She has written extensively on Religious Life, not only in the National Catholic Reporter, but in her projected three-volume work on Religious Life in the new millennium. The first two volumes were published by Paulist Press in 2000 and 2001 respectively. She is currently working on the third volume.

Schneiders recently published on-line in the NCR an extensive study of Religious Life as a prophetic life form. It ran in five installments from Jan. 4 through Jan. 8. She had previously published a four-page article on Religious Life in the NCR's Oct. 2 issue, and this column subsequently summarized its major points.
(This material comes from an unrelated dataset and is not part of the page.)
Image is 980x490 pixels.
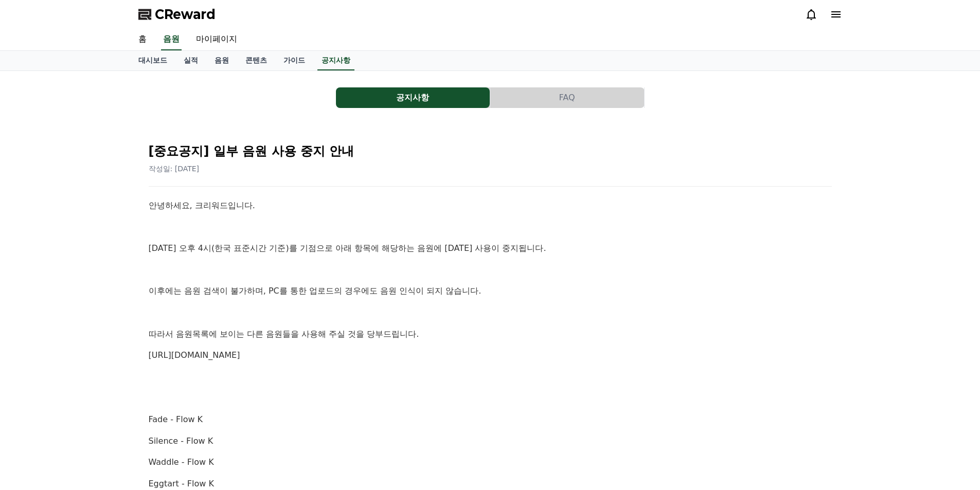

Her most recent article is difficult to summarize, but I shall try to do so in this week's and next week's columns. To make the effort as easy to follow as possible, I will simply list some of Schneiders's main points, whether directly or in paraphrase.


  • Religious life is a prophetic life form, as Pope John Paul II acknowledged in Vita Conse-crata, a post-synodal apostolic exhortation published in 1996. As such, it is based entirely on Jesus' own prophetic ministry, which called for the end of all domination systems, where power is exercised by the few over the many.
  • The current struggle between some in the Vatican and the overwhelming majority of religious communities of women is really a power struggle between those who favor the renewal and reforms promoted by the Second Vatican Council and those who do not. Women's Religious Life is "being used as a symbolic scapegoat" in this confrontation.
  • Sisters are a particularly important target because of their sheer numbers and influence. They are also "the largest, best organized, most geographically ubiquitous, most ministerially diversified, and therefore probably most effective promoters of the vision of Vatican II." As such, the Sisters are "the greatest source of hope" for many Catholics, and the "most serious danger" to "the real (that is, pre-conciliar) Church," which others are trying to restore.
  • The current investigation of religious communities is confined to communities of women. Male religious communities have declined in numbers just as steeply as women's, but the males are not being investigated. Why is this so?
  • Religious Life is also "a charismatic life form, called into existence by the Holy Spirit," which means that its members "live corporately the prophetic charism in the Church." Religious communities, therefore, are not "a work force gathering recruits for ecclesiastical projects," nor is their mission or their particular ministries determined by the hierarchy.
  • As for the "shortage" of vocations to Religious Life, "No Congregation 'needs' more members than are actually called to it by God....The purpose of the life is not to perpetuate particular Congregations nor to staff Church institutions; it is to live intensely the witness to the Gospel to which the Congregation is called and for as long as it is called."
  • Canon 586, for example, expressly forbids the intrusion by ecclesiastical authorities into the internal affairs of religious communities. They have "a rightful autonomy of life, especially of governance."
  • Ministerial innovation by a religious community is not a mark of "instability or infidelity to its originating charism. Such innovation belongs to the nature of the vocation as prophetic rather than institutional."
  • The good news of the Kingdom, or Reign, of God applies to the here-and-now, and those who proclaim that good news do so in a compassionate, not judgmental, manner, just as Jesus himself acted when he confronted the religious authorities in defense of the woman caught in adultery (John 8:1-11). Thus, the "ministry of religious to people suffering insoluble conflicts of conscience or caught in impossible life situations, is not rebellion or insubordination but a carefully discerned and courageous fidelity to their primary ministerial vocation: to mediate the good news of God's compassion and justice to people in concrete conditions."
  • Sisters are not clerics. Their "non-clerical status...has extremely important implications for their prophetic ministry of which many in the Church are unaware or about which they are ill-informed." A cleric makes a promise of obedience to his ecclesiastical superior and his succes-sors. Religious do not. They make vows to God alone, in the presence of their superiors, to lead the Religious Life. "In the concrete, this means that religious, unlike the clergy, are not agents of the institutional Church as Jesus was not an agent of institutional Judaism."